Comment by lioeters
1 month ago
That looks like a useful trick, using an ephemeral instance to SSH into a failed CI action context. I see in the script how it waits and checks for root user login, but to keep it alive, this part:
> Then it loops while there's an active SSH session present.
From what I can see, the loop stops when a user is logged in. Is this handled elsewhere?
> use Taskfiles inside a Docker container since then, so my local environment can replicate the CI/CD environment
Oh this is what I've been wanting, a vendor-neutral way to run the same CI actions locally. I'd seen go-task before, will try it, thanks for the info!
> That looks like a useful trick, using an ephemeral instance to SSH into a failed CI action context.
Yup. And Tailscale even manages the SSH key provisioning.
> From what I can see, the loop stops when a user is logged in. Is this handled elsewhere?

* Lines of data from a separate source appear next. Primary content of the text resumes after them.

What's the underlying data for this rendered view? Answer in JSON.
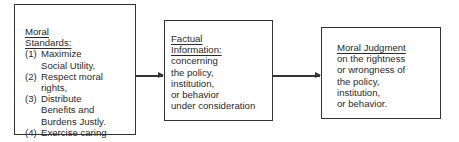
{
  "boxes": {
    "standards": {
      "title_line1": "Moral",
      "title_line2": "Standards:",
      "items": [
        {
          "num": "(1)",
          "lines": [
            "Maximize",
            "Social Utility,"
          ]
        },
        {
          "num": "(2)",
          "lines": [
            "Respect moral",
            "rights,"
          ]
        },
        {
          "num": "(3)",
          "lines": [
            "Distribute",
            "Benefits and",
            "Burdens Justly."
          ]
        },
        {
          "num": "(4)",
          "lines": [
            "Exercise caring"
          ]
        }
      ]
    },
    "facts": {
      "title_line1": "Factual",
      "title_line2": "Information:",
      "lines": [
        "concerning",
        "the policy,",
        "institution,",
        "or behavior",
        "under consideration"
      ]
    },
    "judgment": {
      "title": "Moral Judgment",
      "lines": [
        "on the rightness",
        "or wrongness of",
        "the policy,",
        "institution,",
        "or behavior."
      ]
    }
  },
  "arrows": [
    {
      "from": "standards",
      "to": "facts"
    },
    {
      "from": "facts",
      "to": "judgment"
    }
  ]
}
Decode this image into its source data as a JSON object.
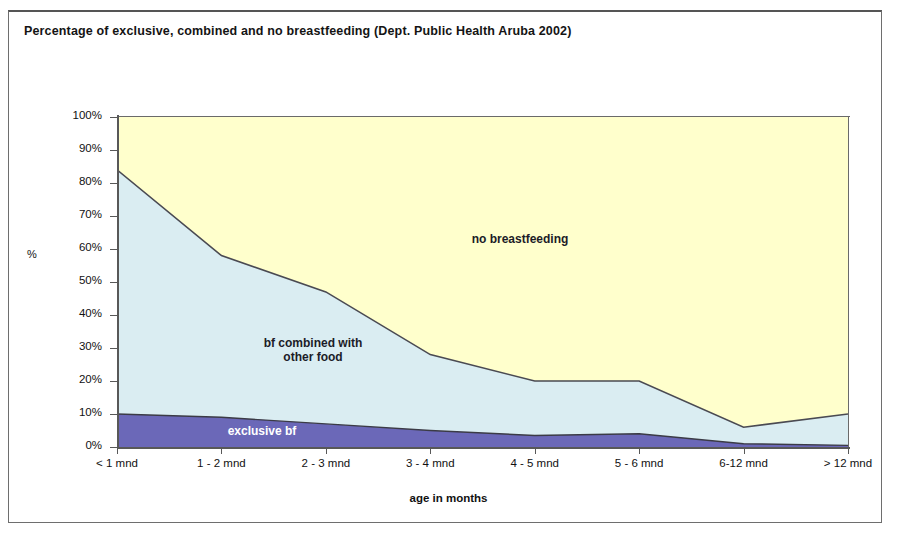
{
  "document": {
    "title": "Percentage of exclusive, combined and no breastfeeding (Dept. Public Health Aruba 2002)"
  },
  "chart_data": {
    "type": "area",
    "stacked": true,
    "title": "Percentage of exclusive, combined and no breastfeeding (Dept. Public Health Aruba 2002)",
    "xlabel": "age in months",
    "ylabel": "%",
    "categories": [
      "< 1 mnd",
      "1 - 2 mnd",
      "2 - 3 mnd",
      "3 - 4 mnd",
      "4 - 5 mnd",
      "5 - 6 mnd",
      "6-12 mnd",
      "> 12 mnd"
    ],
    "ylim": [
      0,
      100
    ],
    "yticks": [
      "0%",
      "10%",
      "20%",
      "30%",
      "40%",
      "50%",
      "60%",
      "70%",
      "80%",
      "90%",
      "100%"
    ],
    "ytick_values": [
      0,
      10,
      20,
      30,
      40,
      50,
      60,
      70,
      80,
      90,
      100
    ],
    "grid": false,
    "legend": "in-plot area labels",
    "series": [
      {
        "name": "exclusive bf",
        "label": "exclusive bf",
        "color": "#6b68b8",
        "values": [
          10,
          9,
          7,
          5,
          3.5,
          4,
          1,
          0.5
        ]
      },
      {
        "name": "bf combined with other food",
        "label": "bf combined with\nother food",
        "color": "#daedf2",
        "values": [
          74,
          49,
          40,
          23,
          16.5,
          16,
          5,
          9.5
        ]
      },
      {
        "name": "no breastfeeding",
        "label": "no breastfeeding",
        "color": "#ffffcc",
        "values": [
          16,
          42,
          53,
          72,
          80,
          80,
          94,
          90
        ]
      }
    ],
    "cumulative_top_of_combined": [
      84,
      58,
      47,
      28,
      20,
      20,
      6,
      10
    ],
    "line_color": "#4a4a52"
  },
  "labels": {
    "no_breastfeeding": "no breastfeeding",
    "combined": "bf combined with\nother food",
    "exclusive": "exclusive bf"
  }
}
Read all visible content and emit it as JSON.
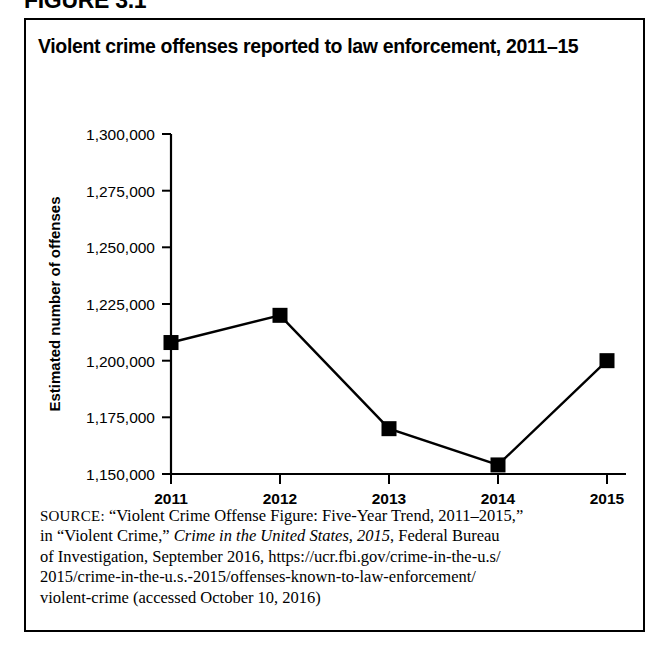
{
  "figure": {
    "label": "FIGURE 3.1"
  },
  "chart": {
    "title": "Violent crime offenses reported to law enforcement, 2011–15"
  },
  "chart_data": {
    "type": "line",
    "title": "Violent crime offenses reported to law enforcement, 2011–15",
    "xlabel": "",
    "ylabel": "Estimated number of offenses",
    "categories": [
      "2011",
      "2012",
      "2013",
      "2014",
      "2015"
    ],
    "values": [
      1208000,
      1220000,
      1170000,
      1154000,
      1200000
    ],
    "ylim": [
      1150000,
      1300000
    ],
    "ytick_values": [
      1150000,
      1175000,
      1200000,
      1225000,
      1250000,
      1275000,
      1300000
    ],
    "ytick_labels": [
      "1,150,000",
      "1,175,000",
      "1,200,000",
      "1,225,000",
      "1,250,000",
      "1,275,000",
      "1,300,000"
    ],
    "xtick_labels": [
      "2011",
      "2012",
      "2013",
      "2014",
      "2015"
    ],
    "grid": false,
    "legend": null,
    "marker": "square",
    "marker_color": "#000000",
    "line_color": "#000000"
  },
  "source": {
    "prefix": "SOURCE:",
    "line1_rest": " “Violent Crime Offense Figure: Five-Year Trend, 2011–2015,”",
    "line2_pre": "in “Violent Crime,” ",
    "line2_italic": "Crime in the United States, 2015",
    "line2_post": ", Federal Bureau",
    "line3": "of Investigation, September 2016, https://ucr.fbi.gov/crime-in-the-u.s/",
    "line4": "2015/crime-in-the-u.s.-2015/offenses-known-to-law-enforcement/",
    "line5": "violent-crime (accessed October 10, 2016)"
  }
}
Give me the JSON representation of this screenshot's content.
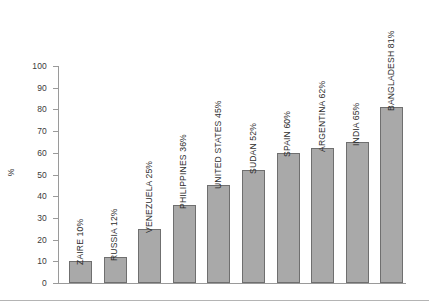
{
  "chart_data": {
    "type": "bar",
    "title": "",
    "subtitle": "",
    "xlabel": "",
    "ylabel": "%",
    "ylim": [
      0,
      100
    ],
    "ytick_step": 10,
    "yticks": [
      100,
      90,
      80,
      70,
      60,
      50,
      40,
      30,
      20,
      10,
      0
    ],
    "grid": false,
    "legend": null,
    "categories": [
      "ZAIRE",
      "RUSSIA",
      "VENEZUELA",
      "PHILIPPINES",
      "UNITED STATES",
      "SUDAN",
      "SPAIN",
      "ARGENTINA",
      "INDIA",
      "BANGLADESH"
    ],
    "values": [
      10,
      12,
      25,
      36,
      45,
      52,
      60,
      62,
      65,
      81
    ],
    "bar_labels": [
      "ZAIRE 10%",
      "RUSSIA 12%",
      "VENEZUELA 25%",
      "PHILIPPINES 36%",
      "UNITED STATES 45%",
      "SUDAN 52%",
      "SPAIN 60%",
      "ARGENTINA 62%",
      "INDIA 65%",
      "BANGLADESH 81%"
    ],
    "bar_color": "#a9a9a9",
    "bar_outline_color": "#6f6f6f",
    "axis_color": "#9a9a9a",
    "text_color": "#2e2e2e"
  }
}
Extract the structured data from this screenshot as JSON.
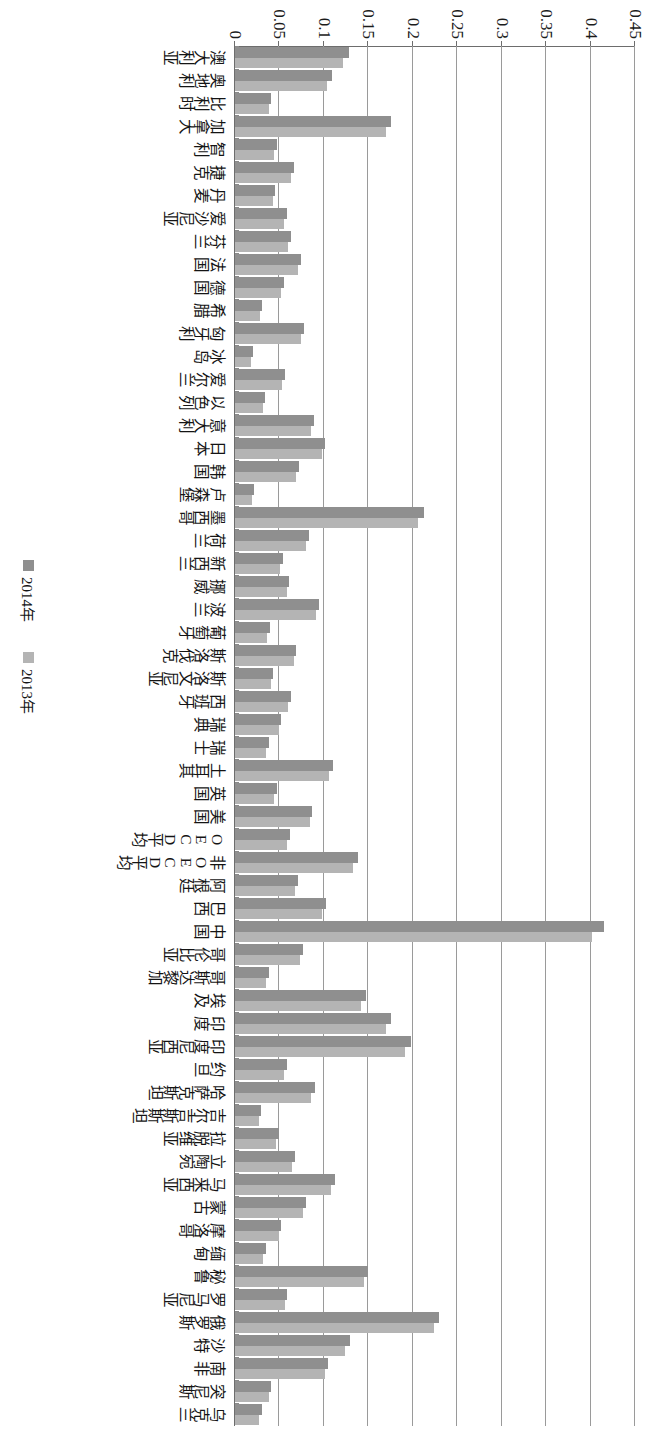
{
  "chart_data": {
    "type": "bar",
    "orientation": "vertical",
    "title": "",
    "xlabel": "",
    "ylabel": "",
    "ylim": [
      0,
      0.45
    ],
    "grid": true,
    "legend_position": "bottom-right",
    "tick_labels": [
      "0.45",
      "0.4",
      "0.35",
      "0.3",
      "0.25",
      "0.2",
      "0.15",
      "0.1",
      "0.05",
      "0"
    ],
    "tick_values": [
      0.45,
      0.4,
      0.35,
      0.3,
      0.25,
      0.2,
      0.15,
      0.1,
      0.05,
      0
    ],
    "categories": [
      "澳大利亚",
      "奥地利",
      "比利时",
      "加拿大",
      "智利",
      "捷克",
      "丹麦",
      "爱沙尼亚",
      "芬兰",
      "法国",
      "德国",
      "希腊",
      "匈牙利",
      "冰岛",
      "爱尔兰",
      "以色列",
      "意大利",
      "日本",
      "韩国",
      "卢森堡",
      "墨西哥",
      "荷兰",
      "新西兰",
      "挪威",
      "波兰",
      "葡萄牙",
      "斯洛伐克",
      "斯洛文尼亚",
      "西班牙",
      "瑞典",
      "瑞士",
      "土耳其",
      "英国",
      "美国",
      "OECD平均",
      "非OECD平均",
      "阿根廷",
      "巴西",
      "中国",
      "哥伦比亚",
      "哥斯达黎加",
      "埃及",
      "印度",
      "印度尼西亚",
      "约旦",
      "哈萨克斯坦",
      "吉尔吉斯斯坦",
      "拉脱维亚",
      "立陶宛",
      "马来西亚",
      "蒙古",
      "摩洛哥",
      "缅甸",
      "秘鲁",
      "罗马尼亚",
      "俄罗斯",
      "沙特",
      "南非",
      "突尼斯",
      "乌克兰"
    ],
    "series": [
      {
        "name": "2014年",
        "color": "#8f8f8f",
        "values": [
          0.128,
          0.109,
          0.041,
          0.176,
          0.047,
          0.066,
          0.045,
          0.058,
          0.063,
          0.074,
          0.055,
          0.03,
          0.078,
          0.02,
          0.056,
          0.034,
          0.089,
          0.101,
          0.072,
          0.021,
          0.213,
          0.083,
          0.054,
          0.061,
          0.095,
          0.039,
          0.069,
          0.043,
          0.063,
          0.052,
          0.038,
          0.11,
          0.047,
          0.087,
          0.062,
          0.138,
          0.071,
          0.102,
          0.415,
          0.076,
          0.038,
          0.147,
          0.176,
          0.198,
          0.058,
          0.09,
          0.029,
          0.049,
          0.067,
          0.112,
          0.08,
          0.052,
          0.035,
          0.15,
          0.059,
          0.23,
          0.129,
          0.105,
          0.041,
          0.03
        ]
      },
      {
        "name": "2013年",
        "color": "#b4b4b4",
        "values": [
          0.122,
          0.104,
          0.038,
          0.17,
          0.044,
          0.063,
          0.043,
          0.055,
          0.06,
          0.071,
          0.052,
          0.028,
          0.074,
          0.018,
          0.053,
          0.032,
          0.086,
          0.098,
          0.069,
          0.019,
          0.206,
          0.08,
          0.051,
          0.058,
          0.091,
          0.036,
          0.066,
          0.041,
          0.06,
          0.049,
          0.035,
          0.106,
          0.044,
          0.084,
          0.059,
          0.133,
          0.068,
          0.098,
          0.402,
          0.073,
          0.035,
          0.142,
          0.17,
          0.191,
          0.055,
          0.086,
          0.027,
          0.046,
          0.064,
          0.108,
          0.077,
          0.049,
          0.032,
          0.145,
          0.056,
          0.224,
          0.124,
          0.101,
          0.038,
          0.027
        ]
      }
    ]
  },
  "legend": {
    "items": [
      {
        "label": "2014年",
        "swatch": "y2014"
      },
      {
        "label": "2013年",
        "swatch": "y2013"
      }
    ]
  }
}
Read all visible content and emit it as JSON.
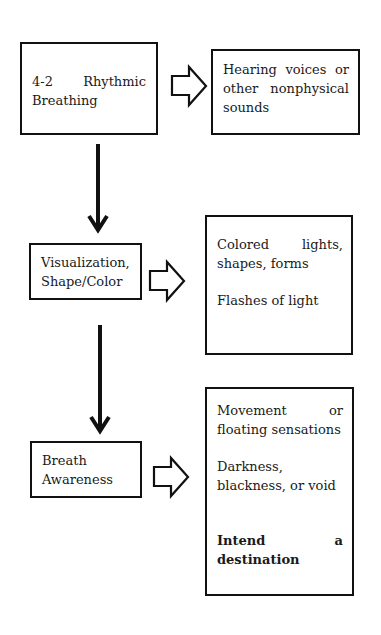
{
  "diagram": {
    "type": "flowchart",
    "steps": [
      {
        "id": "step1",
        "label_parts": [
          "4-2",
          "Rhythmic",
          "Breathing"
        ],
        "label": "4-2 Rhythmic Breathing",
        "effects": [
          {
            "lines": [
              "Hearing voices or",
              "other nonphysical",
              "sounds"
            ],
            "text": "Hearing voices or other nonphysical sounds",
            "bold": false
          }
        ]
      },
      {
        "id": "step2",
        "label_lines": [
          "Visualization,",
          "Shape/Color"
        ],
        "label": "Visualization, Shape/Color",
        "effects": [
          {
            "line1_left": "Colored",
            "line1_right": "lights,",
            "line2": "shapes, forms",
            "text": "Colored lights, shapes, forms",
            "bold": false
          },
          {
            "text": "Flashes of light",
            "bold": false
          }
        ]
      },
      {
        "id": "step3",
        "label_lines": [
          "Breath",
          "Awareness"
        ],
        "label": "Breath Awareness",
        "effects": [
          {
            "line1_left": "Movement",
            "line1_right": "or",
            "line2": "floating sensations",
            "text": "Movement or floating sensations",
            "bold": false
          },
          {
            "line1": "Darkness,",
            "line2": "blackness, or void",
            "text": "Darkness, blackness, or void",
            "bold": false
          },
          {
            "line1_left": "Intend",
            "line1_right": "a",
            "line2": "destination",
            "text": "Intend a destination",
            "bold": true
          }
        ]
      }
    ],
    "connectors": {
      "vertical": [
        {
          "from": "step1",
          "to": "step2",
          "style": "solid-arrow"
        },
        {
          "from": "step2",
          "to": "step3",
          "style": "solid-arrow"
        }
      ],
      "horizontal": [
        {
          "from": "step1",
          "to": "step1-effects",
          "style": "block-arrow-outline"
        },
        {
          "from": "step2",
          "to": "step2-effects",
          "style": "block-arrow-outline"
        },
        {
          "from": "step3",
          "to": "step3-effects",
          "style": "block-arrow-outline"
        }
      ]
    },
    "colors": {
      "stroke": "#111111",
      "background": "#ffffff",
      "text": "#1a1a1a"
    }
  }
}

The script does handle it. The `pgrep` succeeds (returns zero exit code) if there's a "login" process for user 'root' present, which is created when there's an active SSH session. If pgrep fails, then `break` runs and exits the loop.
Github then terminates the workflow and releases the runner.
Ah I see what you mean, the loop keeps it alive until login is detected, and after that the machine is kept alive by the SSH session itself. Appreciated.